Your Actors Access Profile
Your Actors Access profile is not optional. If you are submitting to agents and your Actors Access profile is incomplete or out of date, that is a problem. Agents check it. Casting directors use it. It needs to be fully built out with current photos, accurate measurements, updated credits, and uploaded clips.
Treat your Actors Access profile like a professional portfolio that is always on. An agent who is considering signing you will look you up, and what they find there will either support your submission or undermine it.
Be Your Own Agent First
Before an agent can do their job, you need to have been doing yours. That means self-submitting consistently, building relationships in your market, and showing up to the industry with professionalism and intention. An agent is not there to launch your career from zero. They are there to extend a career that is already in motion.
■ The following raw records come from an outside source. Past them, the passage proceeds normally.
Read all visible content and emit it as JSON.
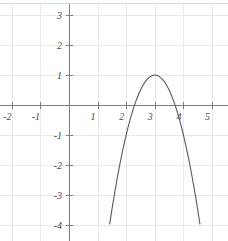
{
  "figure": {
    "width": 228,
    "height": 241,
    "background_color": "#ffffff"
  },
  "style": {
    "grid_color": "#e9e9e9",
    "axis_color": "#7d7d7d",
    "curve_color": "#5a5a5a",
    "label_color": "#4a4a4a",
    "frame_color": "#dcdcdc"
  },
  "geometry": {
    "origin_px": {
      "x": 69,
      "y": 105
    },
    "unit_px": {
      "x": 28.6,
      "y": 29.9
    }
  },
  "chart_data": {
    "type": "line",
    "title": "",
    "xlabel": "",
    "ylabel": "",
    "xlim": [
      -2.4,
      5.4
    ],
    "ylim": [
      -4.5,
      3.5
    ],
    "grid": true,
    "legend": null,
    "x_ticks": [
      -2,
      -1,
      1,
      2,
      3,
      4,
      5
    ],
    "x_tick_labels": [
      "-2",
      "-1",
      "1",
      "2",
      "3",
      "4",
      "5"
    ],
    "y_ticks": [
      3,
      2,
      1,
      -1,
      -2,
      -3,
      -4
    ],
    "y_tick_labels": [
      "3",
      "2",
      "1",
      "-1",
      "-2",
      "-3",
      "-4"
    ],
    "x_grid_values": [
      -2,
      -1,
      0,
      1,
      2,
      3,
      4,
      5
    ],
    "y_grid_values": [
      3,
      2,
      1,
      0,
      -1,
      -2,
      -3,
      -4
    ],
    "series": [
      {
        "name": "parabola",
        "equation": "y = -2(x - 3)^2 + 1",
        "shape": "parabola",
        "opens": "down",
        "vertex": [
          3,
          1
        ],
        "leading_coefficient": -2,
        "roots": [
          2.293,
          3.707
        ],
        "x_domain": [
          1.42,
          4.58
        ],
        "x": [
          1.42,
          1.6,
          1.8,
          2.0,
          2.2,
          2.293,
          2.4,
          2.6,
          2.8,
          3.0,
          3.2,
          3.4,
          3.6,
          3.707,
          3.8,
          4.0,
          4.2,
          4.4,
          4.58
        ],
        "values": [
          -3.99,
          -2.92,
          -1.88,
          -1.0,
          -0.28,
          0,
          0.28,
          0.68,
          0.92,
          1.0,
          0.92,
          0.68,
          0.28,
          0,
          -0.28,
          -1.0,
          -1.88,
          -2.92,
          -3.99
        ]
      }
    ]
  }
}
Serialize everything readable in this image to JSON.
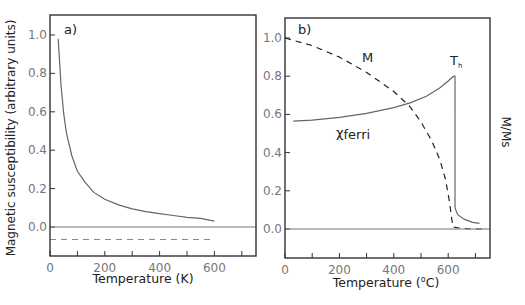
{
  "chart_data": [
    {
      "type": "line",
      "panel_label": "a)",
      "title": "",
      "xlabel": "Temperature (K)",
      "ylabel": "Magnetic susceptibility (arbitrary units)",
      "xlim": [
        0,
        750
      ],
      "ylim": [
        -0.15,
        1.1
      ],
      "x_ticks": [
        0,
        100,
        200,
        300,
        400,
        500,
        600,
        700
      ],
      "x_tick_labels": [
        "0",
        "200",
        "400",
        "600"
      ],
      "y_ticks": [
        0.0,
        0.2,
        0.4,
        0.6,
        0.8,
        1.0
      ],
      "y_tick_labels": [
        "0.0",
        "0.2",
        "0.4",
        "0.6",
        "0.8",
        "1.0"
      ],
      "grid": false,
      "series": [
        {
          "name": "paramagnetic (Curie law)",
          "style": "solid",
          "x": [
            30,
            40,
            50,
            60,
            80,
            100,
            130,
            160,
            200,
            250,
            300,
            350,
            400,
            450,
            500,
            550,
            600
          ],
          "y": [
            0.98,
            0.74,
            0.59,
            0.49,
            0.37,
            0.29,
            0.23,
            0.18,
            0.145,
            0.115,
            0.095,
            0.08,
            0.07,
            0.06,
            0.05,
            0.045,
            0.03
          ]
        },
        {
          "name": "diamagnetic",
          "style": "dashed",
          "x": [
            0,
            600
          ],
          "y": [
            -0.065,
            -0.065
          ]
        },
        {
          "name": "zero line",
          "style": "solid",
          "x": [
            0,
            750
          ],
          "y": [
            0.0,
            0.0
          ]
        }
      ]
    },
    {
      "type": "line",
      "panel_label": "b)",
      "title": "",
      "xlabel": "Temperature (°C)",
      "ylabel": "",
      "y2label": "M/Ms",
      "xlim": [
        0,
        750
      ],
      "ylim": [
        -0.15,
        1.1
      ],
      "x_ticks": [
        0,
        100,
        200,
        300,
        400,
        500,
        600,
        700
      ],
      "x_tick_labels": [
        "0",
        "200",
        "400",
        "600"
      ],
      "y_ticks": [
        0.0,
        0.2,
        0.4,
        0.6,
        0.8,
        1.0
      ],
      "y_tick_labels": [
        "0.0",
        "0.2",
        "0.4",
        "0.6",
        "0.8",
        "1.0"
      ],
      "grid": false,
      "annotations": [
        "M",
        "χferri",
        "Th"
      ],
      "series": [
        {
          "name": "χferri",
          "style": "solid",
          "x": [
            30,
            100,
            200,
            300,
            400,
            460,
            520,
            570,
            600,
            620,
            625,
            625,
            635,
            660,
            690,
            715
          ],
          "y": [
            0.565,
            0.57,
            0.585,
            0.605,
            0.635,
            0.66,
            0.695,
            0.74,
            0.775,
            0.8,
            0.8,
            0.11,
            0.075,
            0.05,
            0.035,
            0.03
          ]
        },
        {
          "name": "M",
          "style": "dashed",
          "x": [
            0,
            100,
            200,
            300,
            400,
            460,
            500,
            540,
            570,
            590,
            605,
            612,
            618,
            640,
            680,
            730
          ],
          "y": [
            1.0,
            0.96,
            0.9,
            0.82,
            0.72,
            0.64,
            0.56,
            0.46,
            0.36,
            0.26,
            0.14,
            0.06,
            0.01,
            0.005,
            0.0,
            0.0
          ]
        },
        {
          "name": "zero line",
          "style": "solid",
          "x": [
            0,
            750
          ],
          "y": [
            0.0,
            0.0
          ]
        }
      ]
    }
  ],
  "figure": {
    "panel_a_label": "a)",
    "panel_b_label": "b)",
    "panel_a_xlabel": "Temperature (K)",
    "panel_a_ylabel": "Magnetic susceptibility (arbitrary units)",
    "panel_b_xlabel_prefix": "Temperature (",
    "panel_b_xlabel_degree": "o",
    "panel_b_xlabel_suffix": "C)",
    "panel_b_y2label": "M/Ms",
    "anno_M": "M",
    "anno_chi_symbol": "χ",
    "anno_chi_sub": "ferri",
    "anno_T": "T",
    "anno_T_sub": "h",
    "colors": {
      "axis": "#333333",
      "curve": "#666666",
      "dashed_a": "#888888",
      "dashed_b": "#222222",
      "tick_label": "#777777"
    }
  }
}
If you are waiting for an agent to get you in the room, that is the wrong approach. The performers who attract agent attention are usually the ones who have already been getting themselves in rooms, building a track record, and demonstrating that they understand how this industry works.
Why Do You Want an Agent?
This is a question you need to be able to answer clearly and specifically before you submit. Not because you will necessarily be asked in a submission form, but because your answer shapes the entire framing of your outreach.
If your answer is "so I can get more auditions" or "so I can finally get my career going," that is a red flag, both for the agent and for you. Agents are business partners. They work on commission. They are investing time and energy in you with the expectation of a return.
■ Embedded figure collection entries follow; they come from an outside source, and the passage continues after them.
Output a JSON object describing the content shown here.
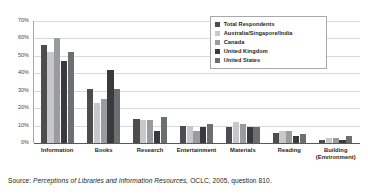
{
  "chart_data": {
    "type": "bar",
    "title": "",
    "xlabel": "",
    "ylabel": "",
    "ylim": [
      0,
      70
    ],
    "ytick_labels": [
      "70%",
      "60%",
      "50%",
      "40%",
      "30%",
      "20%",
      "10%",
      "0%"
    ],
    "ytick_values": [
      70,
      60,
      50,
      40,
      30,
      20,
      10,
      0
    ],
    "grid": true,
    "legend_position": "top-right",
    "categories": [
      "Information",
      "Books",
      "Research",
      "Entertainment",
      "Materials",
      "Reading",
      "Building\n(Environment)"
    ],
    "category_labels": [
      [
        "Information"
      ],
      [
        "Books"
      ],
      [
        "Research"
      ],
      [
        "Entertainment"
      ],
      [
        "Materials"
      ],
      [
        "Reading"
      ],
      [
        "Building",
        "(Environment)"
      ]
    ],
    "series": [
      {
        "name": "Total Respondents",
        "color": "#4d4d4f",
        "values": [
          56,
          31,
          14,
          10,
          9,
          6,
          2
        ]
      },
      {
        "name": "Australia/Singapore/India",
        "color": "#c7c8ca",
        "values": [
          52,
          23,
          13,
          10,
          12,
          7,
          3
        ]
      },
      {
        "name": "Canada",
        "color": "#9a9b9e",
        "values": [
          60,
          25,
          13,
          7,
          11,
          7,
          3
        ]
      },
      {
        "name": "United Kingdom",
        "color": "#3a3a3c",
        "values": [
          47,
          42,
          7,
          9,
          9,
          4,
          2
        ]
      },
      {
        "name": "United States",
        "color": "#6d6e71",
        "values": [
          52,
          31,
          15,
          11,
          9,
          5,
          4
        ]
      }
    ]
  },
  "source": {
    "label": "Source:",
    "title": "Perceptions of Libraries and Information Resources,",
    "rest": "OCLC, 2005, question 810."
  },
  "colors": {
    "gridline": "#d9dadb",
    "axis": "#58595b",
    "text": "#231f20",
    "legend_border": "#a7a9ac",
    "background": "#ffffff"
  }
}
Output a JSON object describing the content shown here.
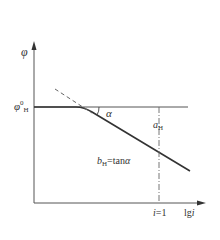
{
  "diagram": {
    "colors": {
      "line": "#333333",
      "axis": "#555555",
      "dashed": "#666666",
      "text": "#333333",
      "background": "#ffffff"
    },
    "y_axis": {
      "symbol": "φ"
    },
    "x_axis": {
      "symbol_prefix": "lg",
      "symbol_var": "i"
    },
    "baseline_label": {
      "symbol": "φ",
      "superscript": "0",
      "subscript": "H"
    },
    "angle_label": "α",
    "intercept_label": {
      "symbol": "a",
      "subscript": "H"
    },
    "slope_label": {
      "symbol": "b",
      "subscript": "H",
      "equation": "=tan",
      "angle": "α"
    },
    "tick_label": {
      "var": "i",
      "value": "=1"
    }
  }
}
A stronger answer is grounded in where you are in your career, what opportunities you are not currently able to access on your own, and how you see an agent helping you reach the next specific level. Know what you bring to the table and what you need help accessing.
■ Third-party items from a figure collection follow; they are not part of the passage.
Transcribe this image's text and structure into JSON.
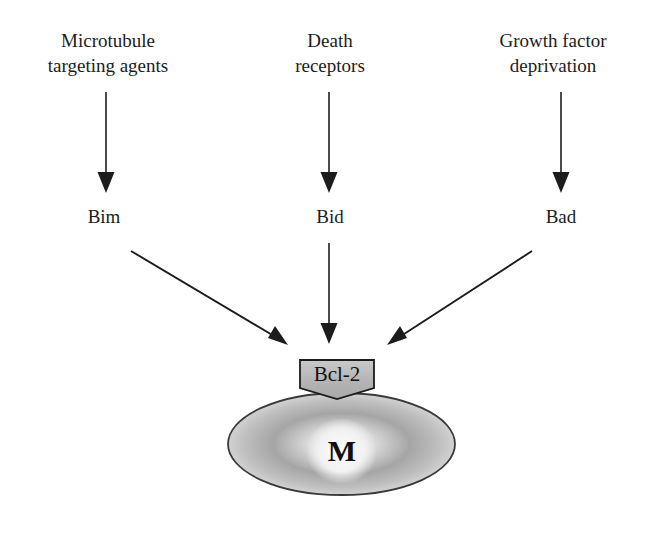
{
  "figure": {
    "type": "pathway-diagram",
    "background_color": "#ffffff",
    "ink_color": "#1c1c1c"
  },
  "stimuli": [
    {
      "label": "Microtubule\ntargeting agents"
    },
    {
      "label": "Death\nreceptors"
    },
    {
      "label": "Growth factor\ndeprivation"
    }
  ],
  "proteins": [
    {
      "label": "Bim"
    },
    {
      "label": "Bid"
    },
    {
      "label": "Bad"
    }
  ],
  "target": {
    "bcl2_label": "Bcl-2",
    "bcl2_fill": "#b9b9b9",
    "bcl2_stroke": "#1c1c1c"
  },
  "mitochondrion": {
    "label": "M",
    "fill_center": "#efefef",
    "fill_ring": "#9a9a9a",
    "fill_edge": "#e3e3e3",
    "stroke": "#3a3a3a"
  },
  "arrows": {
    "stroke": "#1c1c1c",
    "vertical": [
      {
        "name": "microtubule-to-bim",
        "x1": 106,
        "y1": 92,
        "x2": 106,
        "y2": 188
      },
      {
        "name": "death-receptors-to-bid",
        "x1": 329,
        "y1": 92,
        "x2": 329,
        "y2": 188
      },
      {
        "name": "growth-factor-to-bad",
        "x1": 561,
        "y1": 92,
        "x2": 561,
        "y2": 188
      }
    ],
    "converging": [
      {
        "name": "bim-to-bcl2",
        "x1": 131,
        "y1": 251,
        "x2": 287,
        "y2": 344
      },
      {
        "name": "bid-to-bcl2",
        "x1": 329,
        "y1": 243,
        "x2": 329,
        "y2": 339
      },
      {
        "name": "bad-to-bcl2",
        "x1": 532,
        "y1": 251,
        "x2": 388,
        "y2": 344
      }
    ]
  }
}
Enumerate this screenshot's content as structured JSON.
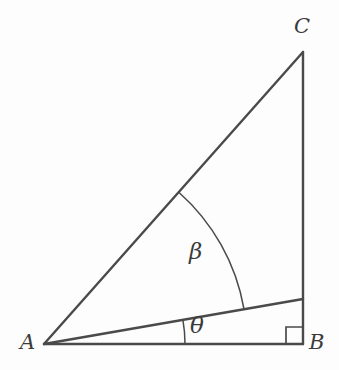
{
  "figure": {
    "type": "geometry-diagram",
    "background_color": "#fdfdfd",
    "stroke_color": "#4a4a4a",
    "label_color": "#3b3b3b",
    "points": {
      "A": {
        "label": "A",
        "x": 44,
        "y": 344
      },
      "B": {
        "label": "B",
        "x": 303,
        "y": 344
      },
      "C": {
        "label": "C",
        "x": 303,
        "y": 52
      },
      "D": {
        "label": "",
        "x": 303,
        "y": 299
      }
    },
    "segments": [
      {
        "name": "side-AB",
        "from": "A",
        "to": "B"
      },
      {
        "name": "side-BC",
        "from": "B",
        "to": "C"
      },
      {
        "name": "side-AC",
        "from": "A",
        "to": "C"
      },
      {
        "name": "ray-AD",
        "from": "A",
        "to": "D"
      }
    ],
    "angles": [
      {
        "name": "angle-beta",
        "label": "β",
        "vertex": "A",
        "between": [
          "ray-AD",
          "side-AC"
        ],
        "arc_radius": 203,
        "start_deg": 48.4,
        "end_deg": 10.0
      },
      {
        "name": "angle-theta",
        "label": "θ",
        "vertex": "A",
        "between": [
          "side-AB",
          "ray-AD"
        ],
        "arc_radius": 141,
        "start_deg": 10.0,
        "end_deg": 0.0
      }
    ],
    "right_angle": {
      "name": "right-angle-marker",
      "vertex": "B",
      "size": 17
    }
  }
}
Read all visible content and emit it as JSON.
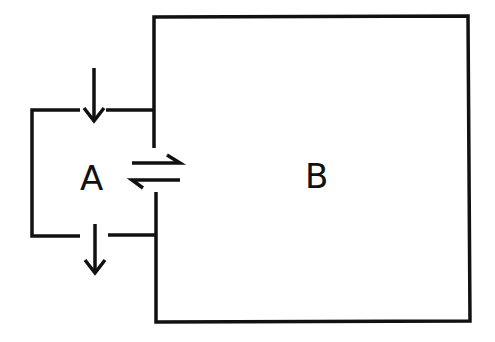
{
  "diagram": {
    "compartment_a": {
      "label": "A"
    },
    "compartment_b": {
      "label": "B"
    },
    "arrows": [
      {
        "name": "inflow",
        "direction": "down",
        "into": "A"
      },
      {
        "name": "outflow",
        "direction": "down",
        "out_of": "A"
      },
      {
        "name": "exchange",
        "type": "equilibrium",
        "between": [
          "A",
          "B"
        ]
      }
    ],
    "colors": {
      "line": "#111111",
      "background": "#ffffff"
    }
  }
}
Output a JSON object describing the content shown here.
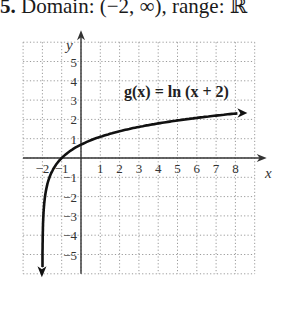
{
  "header": {
    "number": "5.",
    "text": "Domain: (−2, ∞), range: ℝ"
  },
  "chart_data": {
    "type": "line",
    "title": "g(x) = ln (x + 2)",
    "xlabel": "x",
    "ylabel": "y",
    "xlim": [
      -3,
      9
    ],
    "ylim": [
      -6,
      6
    ],
    "grid": true,
    "x_ticks": [
      "-2",
      "-1",
      "1",
      "2",
      "3",
      "4",
      "5",
      "6",
      "7",
      "8"
    ],
    "y_ticks": [
      "5",
      "4",
      "3",
      "2",
      "1",
      "-1",
      "-2",
      "-3",
      "-4",
      "-5"
    ],
    "series": [
      {
        "name": "g(x) = ln (x + 2)",
        "function": "ln(x+2)",
        "x": [
          -1.998,
          -1.99,
          -1.95,
          -1.9,
          -1.8,
          -1.6,
          -1.4,
          -1,
          -0.5,
          0,
          1,
          2,
          3,
          4,
          5,
          6,
          7,
          8
        ],
        "values": [
          -6.2,
          -4.61,
          -3.0,
          -2.3,
          -1.61,
          -0.92,
          -0.51,
          0,
          0.41,
          0.69,
          1.1,
          1.39,
          1.61,
          1.79,
          1.95,
          2.08,
          2.2,
          2.3
        ]
      }
    ],
    "annotations": [
      "arrow at left end (pointing down)",
      "arrow at right end"
    ]
  }
}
How Do You See Yourself in the Industry?
This might be the most important question on this list. If you cannot answer it specifically, you are not ready to submit.
Agents need to know where to send you. That means you need to know your casting lane. Not in a limiting way, but in a practical, honest way. What roles do you actually book? What characters and stories and styles of music are you consistently being called in for? What specific characters in current or recent productions could you realistically have played?
The more specific you can be, the easier it is for an agent to do their job. Saying "I can play anything" is not useful.
The musical theatre market is competitive and saturated. Agents are not looking for performers who can do everything. They are looking for performers who are specific, professional, and ready to be placed.
The Agent Is a Collaborator, Not a Rescue
The biggest mindset shift in approaching agent submissions is this: an agent is not coming to rescue you. They are coming to partner with you. That means the more prepared, self-aware, and business-minded you show up, the more valuable you are as a client.
Get your materials in order. Know your casting lane. Know your market. Know what you want. Then submit as someone who is ready to be represented, not someone who is hoping representation will figure it all out.
Free Download: The Unmistakably You Audition Song Guide Knowing your casting lane starts with knowing your voice. This free guide walks you through how to build an audition book full of songs that actually sound like you. Download the free guide →
Ready to get clear on where you fit in the industry and how to position yourself to attract the right opportunities? 1:1 coaching sessions are available at ashleeespinosa.com/coaching.
Ashlee Espinosa, MFA is a working actor and career coach for musical theatre performers. With 10+ years as a college musical theatre professor and an active career on stage and on camera, she coaches actors on building sustainable, long-term careers beyond just the next booking. 1:1 coaching sessions available at ashleeespinosa.com/coaching.